Religion and beliefs

The Easter Island inhabitants’ life, as well as in Polynesian cultures, was organized around their Rapa Nui religion and spiritual beliefs. These beliefs and their evolution significantly affected the course of history.
The religious rituals started from birth, when the umbilical cord was cut, and extended through their whole lives, including rituals for the first haircut, the first tattoos, initiation and coming of age rituals.
But perhaps the most important rituals, that most affected Rapa Nui art and history, were the ones associated with death. The Rapa Nui believed that their forefathers’ spirits had the ability to come to their aid in case it was necessary, since the spirit remained around his relatives for a long time before leaving for good. This spiritual energy or mana, attributed mostly to chiefs and important members of society, had the ability to influence events for a long time.
This cult to the ancestors led to the development of a funeral ritual which consisted in wrapping the bodies in vegetable fabric and expose them to open air inside the ahu until their decomposition. Finally, the bones were washed and deposited in a funeral chamber in the same ahu, so that the spirit could reunite with its ancestors.
But above all else, the ancestor cult gave way to the most representative Easter Island characteristic, the moai. When a tribe chief or any of the important members dies, a moai was ordered to be sculpted in the Rano Raraku quarry and was later transported to its village and placed on an ahu or ceremonious altar. Once placed on its altar, the eyes and pukao were placed (a type of hat carved from red scoria), at which moment the moai obtained their mana and could exercise their power. There were more than 300 ahus on the whole island and more than 600 moai, mainly in the coastal regions and always facing their village, which it protected.
But the crisis and conflicts within the population, due to the scarcity of food, which happened between the 17th and 18th centuries, caused a decline in the moais and ancestor cult era, giving way to a new religious and political order.
The belief in Make-Make or creating god prevails even more strongly and it is at this point that the Tangata Manu or Birdman ceremony starts being celebrated, through which the island’s governors are chosen. In this way a member of the working class could still gain political power, since the competition for the first manutara (Easter Island seagull) egg requires a great strength and physical prowess.
There were also a series of prohibitions and precepts that governed the daily life of Rapanui, who were known by the name of tapu (taboo). The tapu were bans or prohibitions to do certain things, such as getting a haircut, or determining areas closed for fishing rights or other circumstances.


◆ **Exercise details**: Within the records below, find each line with the word "PARTNERSHIP" and copy it out.

◆ **Data to examine**:
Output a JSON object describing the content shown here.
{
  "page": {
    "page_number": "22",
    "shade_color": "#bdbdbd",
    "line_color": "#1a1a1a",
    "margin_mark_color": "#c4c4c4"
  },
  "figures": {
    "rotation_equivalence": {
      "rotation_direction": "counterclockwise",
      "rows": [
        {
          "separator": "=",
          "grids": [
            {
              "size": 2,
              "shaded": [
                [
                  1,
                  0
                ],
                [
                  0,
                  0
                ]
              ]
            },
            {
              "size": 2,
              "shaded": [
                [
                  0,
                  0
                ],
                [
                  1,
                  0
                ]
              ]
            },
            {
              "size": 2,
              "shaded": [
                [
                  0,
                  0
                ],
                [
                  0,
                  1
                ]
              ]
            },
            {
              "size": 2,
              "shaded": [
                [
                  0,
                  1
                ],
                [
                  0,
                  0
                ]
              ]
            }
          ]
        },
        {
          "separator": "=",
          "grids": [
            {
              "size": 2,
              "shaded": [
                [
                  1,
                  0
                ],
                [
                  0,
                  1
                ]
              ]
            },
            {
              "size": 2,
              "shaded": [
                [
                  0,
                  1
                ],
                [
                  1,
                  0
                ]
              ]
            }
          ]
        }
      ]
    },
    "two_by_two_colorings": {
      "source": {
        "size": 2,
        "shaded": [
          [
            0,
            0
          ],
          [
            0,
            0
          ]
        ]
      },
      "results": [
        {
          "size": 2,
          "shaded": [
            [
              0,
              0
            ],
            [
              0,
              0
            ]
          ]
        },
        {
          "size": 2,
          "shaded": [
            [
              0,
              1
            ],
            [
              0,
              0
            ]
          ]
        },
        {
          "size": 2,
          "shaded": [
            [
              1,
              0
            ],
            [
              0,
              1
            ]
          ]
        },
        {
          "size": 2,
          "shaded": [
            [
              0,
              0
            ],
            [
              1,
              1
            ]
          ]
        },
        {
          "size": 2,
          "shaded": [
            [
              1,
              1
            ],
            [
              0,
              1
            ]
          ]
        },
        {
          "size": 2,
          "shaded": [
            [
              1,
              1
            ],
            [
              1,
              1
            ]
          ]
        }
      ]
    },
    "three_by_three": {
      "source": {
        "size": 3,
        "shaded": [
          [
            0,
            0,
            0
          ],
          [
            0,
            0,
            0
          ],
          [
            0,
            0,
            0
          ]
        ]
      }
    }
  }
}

==

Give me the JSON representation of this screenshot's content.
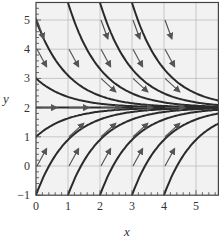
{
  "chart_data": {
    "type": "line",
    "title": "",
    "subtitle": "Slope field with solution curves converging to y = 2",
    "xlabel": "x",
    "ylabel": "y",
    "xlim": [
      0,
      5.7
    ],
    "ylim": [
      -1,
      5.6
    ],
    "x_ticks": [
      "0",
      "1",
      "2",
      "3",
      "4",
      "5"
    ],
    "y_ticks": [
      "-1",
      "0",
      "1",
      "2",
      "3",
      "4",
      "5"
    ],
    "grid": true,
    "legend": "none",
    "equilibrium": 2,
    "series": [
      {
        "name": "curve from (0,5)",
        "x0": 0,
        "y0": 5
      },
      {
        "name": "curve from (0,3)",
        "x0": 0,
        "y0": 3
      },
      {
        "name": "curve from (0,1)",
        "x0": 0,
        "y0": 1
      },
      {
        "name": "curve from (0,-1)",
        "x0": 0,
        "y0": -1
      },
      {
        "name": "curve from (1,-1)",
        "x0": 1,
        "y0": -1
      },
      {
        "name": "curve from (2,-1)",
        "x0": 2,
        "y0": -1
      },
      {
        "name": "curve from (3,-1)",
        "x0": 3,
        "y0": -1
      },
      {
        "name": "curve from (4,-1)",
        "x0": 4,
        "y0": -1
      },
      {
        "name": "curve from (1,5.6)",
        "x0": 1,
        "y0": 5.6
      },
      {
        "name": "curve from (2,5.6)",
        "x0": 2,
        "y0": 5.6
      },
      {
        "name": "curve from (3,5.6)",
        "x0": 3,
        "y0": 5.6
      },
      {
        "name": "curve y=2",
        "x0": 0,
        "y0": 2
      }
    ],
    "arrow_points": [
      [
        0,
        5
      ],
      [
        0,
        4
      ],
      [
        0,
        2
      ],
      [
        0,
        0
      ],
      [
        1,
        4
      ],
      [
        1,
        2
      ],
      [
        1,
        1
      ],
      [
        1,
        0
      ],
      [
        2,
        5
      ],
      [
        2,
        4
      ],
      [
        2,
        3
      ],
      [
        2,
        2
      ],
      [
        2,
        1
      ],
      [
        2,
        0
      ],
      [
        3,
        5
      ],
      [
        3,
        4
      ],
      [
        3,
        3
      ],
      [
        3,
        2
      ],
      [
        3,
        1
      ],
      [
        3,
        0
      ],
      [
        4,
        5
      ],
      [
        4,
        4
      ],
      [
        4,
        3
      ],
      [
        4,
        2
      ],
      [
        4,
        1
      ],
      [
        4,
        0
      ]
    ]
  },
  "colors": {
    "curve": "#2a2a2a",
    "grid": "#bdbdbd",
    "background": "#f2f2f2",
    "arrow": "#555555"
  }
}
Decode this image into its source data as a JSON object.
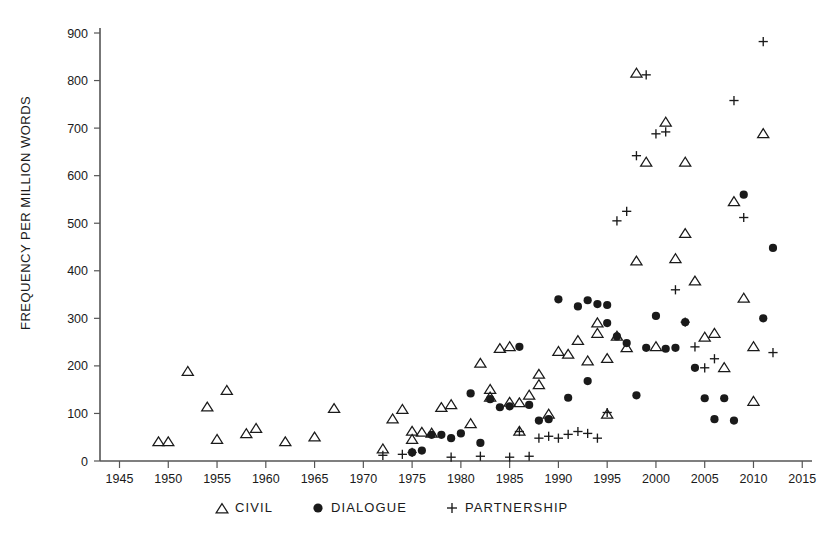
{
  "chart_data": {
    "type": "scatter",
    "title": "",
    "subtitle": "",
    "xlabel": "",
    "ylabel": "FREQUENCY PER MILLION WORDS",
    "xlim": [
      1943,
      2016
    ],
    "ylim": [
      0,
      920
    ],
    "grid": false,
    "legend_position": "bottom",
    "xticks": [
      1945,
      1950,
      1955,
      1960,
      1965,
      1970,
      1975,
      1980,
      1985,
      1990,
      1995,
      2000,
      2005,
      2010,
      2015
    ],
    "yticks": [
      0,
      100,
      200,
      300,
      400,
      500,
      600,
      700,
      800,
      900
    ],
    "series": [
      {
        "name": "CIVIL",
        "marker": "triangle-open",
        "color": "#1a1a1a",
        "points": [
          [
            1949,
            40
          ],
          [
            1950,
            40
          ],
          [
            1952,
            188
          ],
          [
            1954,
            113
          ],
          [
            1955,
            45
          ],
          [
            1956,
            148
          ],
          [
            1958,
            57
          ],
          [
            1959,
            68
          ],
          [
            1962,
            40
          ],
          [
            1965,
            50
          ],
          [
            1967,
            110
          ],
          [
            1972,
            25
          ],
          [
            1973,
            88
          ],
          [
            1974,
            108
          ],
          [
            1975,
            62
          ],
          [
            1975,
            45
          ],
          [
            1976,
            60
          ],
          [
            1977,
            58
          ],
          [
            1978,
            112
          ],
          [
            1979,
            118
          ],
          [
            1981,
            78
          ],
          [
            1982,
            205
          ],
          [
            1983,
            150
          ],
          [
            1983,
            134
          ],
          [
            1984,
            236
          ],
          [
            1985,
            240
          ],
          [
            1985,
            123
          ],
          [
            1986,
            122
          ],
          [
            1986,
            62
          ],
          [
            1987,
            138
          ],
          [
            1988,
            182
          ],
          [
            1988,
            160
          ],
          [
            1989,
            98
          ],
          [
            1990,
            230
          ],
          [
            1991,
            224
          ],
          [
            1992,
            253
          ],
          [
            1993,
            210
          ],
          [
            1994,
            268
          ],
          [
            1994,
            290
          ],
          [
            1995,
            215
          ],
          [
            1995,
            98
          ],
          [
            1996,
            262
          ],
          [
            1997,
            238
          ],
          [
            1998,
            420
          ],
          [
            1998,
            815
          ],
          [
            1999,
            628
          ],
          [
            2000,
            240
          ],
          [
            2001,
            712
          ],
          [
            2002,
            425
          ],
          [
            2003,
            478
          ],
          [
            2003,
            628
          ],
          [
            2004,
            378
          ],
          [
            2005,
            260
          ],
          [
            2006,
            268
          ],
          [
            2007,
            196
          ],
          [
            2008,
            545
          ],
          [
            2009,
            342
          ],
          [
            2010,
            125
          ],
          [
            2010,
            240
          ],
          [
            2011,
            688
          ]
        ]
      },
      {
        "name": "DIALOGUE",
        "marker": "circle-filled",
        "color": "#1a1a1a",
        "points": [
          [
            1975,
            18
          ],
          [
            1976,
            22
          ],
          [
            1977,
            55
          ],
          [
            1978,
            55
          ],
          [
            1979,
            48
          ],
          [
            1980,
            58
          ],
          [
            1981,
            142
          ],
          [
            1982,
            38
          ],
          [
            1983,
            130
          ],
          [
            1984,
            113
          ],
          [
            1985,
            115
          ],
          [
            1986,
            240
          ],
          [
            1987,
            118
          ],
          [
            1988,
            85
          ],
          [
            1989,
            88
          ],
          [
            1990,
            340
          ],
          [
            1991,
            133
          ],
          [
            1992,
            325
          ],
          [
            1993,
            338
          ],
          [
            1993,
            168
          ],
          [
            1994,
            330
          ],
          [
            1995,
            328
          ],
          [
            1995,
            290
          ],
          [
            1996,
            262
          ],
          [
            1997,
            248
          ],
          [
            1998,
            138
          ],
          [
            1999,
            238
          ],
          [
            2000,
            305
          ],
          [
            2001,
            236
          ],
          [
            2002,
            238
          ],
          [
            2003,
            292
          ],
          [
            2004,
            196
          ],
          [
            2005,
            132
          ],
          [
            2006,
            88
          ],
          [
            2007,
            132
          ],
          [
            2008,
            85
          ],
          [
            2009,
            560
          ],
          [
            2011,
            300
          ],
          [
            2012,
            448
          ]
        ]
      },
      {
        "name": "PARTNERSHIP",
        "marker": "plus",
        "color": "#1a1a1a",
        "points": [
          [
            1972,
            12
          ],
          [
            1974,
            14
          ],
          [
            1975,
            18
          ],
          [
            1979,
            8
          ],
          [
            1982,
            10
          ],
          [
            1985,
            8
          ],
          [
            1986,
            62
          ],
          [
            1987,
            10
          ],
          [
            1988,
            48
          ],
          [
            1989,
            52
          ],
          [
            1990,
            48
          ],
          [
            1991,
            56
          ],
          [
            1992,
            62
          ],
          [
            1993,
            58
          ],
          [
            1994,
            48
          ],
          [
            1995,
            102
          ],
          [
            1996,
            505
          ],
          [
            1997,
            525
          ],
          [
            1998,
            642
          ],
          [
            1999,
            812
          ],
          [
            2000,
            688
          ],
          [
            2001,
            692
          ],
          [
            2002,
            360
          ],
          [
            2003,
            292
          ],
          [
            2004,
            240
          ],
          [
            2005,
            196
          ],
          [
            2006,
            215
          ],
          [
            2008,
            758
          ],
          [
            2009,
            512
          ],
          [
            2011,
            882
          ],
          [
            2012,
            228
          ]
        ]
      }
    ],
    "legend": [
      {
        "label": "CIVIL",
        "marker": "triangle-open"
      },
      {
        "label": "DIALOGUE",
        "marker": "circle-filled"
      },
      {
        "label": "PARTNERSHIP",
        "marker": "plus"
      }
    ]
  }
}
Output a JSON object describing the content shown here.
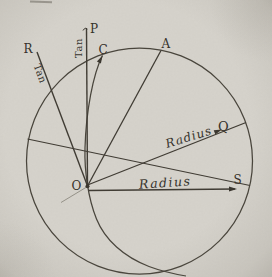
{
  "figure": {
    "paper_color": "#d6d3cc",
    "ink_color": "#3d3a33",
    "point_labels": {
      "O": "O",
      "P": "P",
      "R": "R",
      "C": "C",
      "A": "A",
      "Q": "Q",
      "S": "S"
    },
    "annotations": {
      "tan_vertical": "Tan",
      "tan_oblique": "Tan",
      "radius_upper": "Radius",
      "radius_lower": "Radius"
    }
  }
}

◆ **Answer space**:
        "name": "PARTNERSHIP",
        "label": "PARTNERSHIP",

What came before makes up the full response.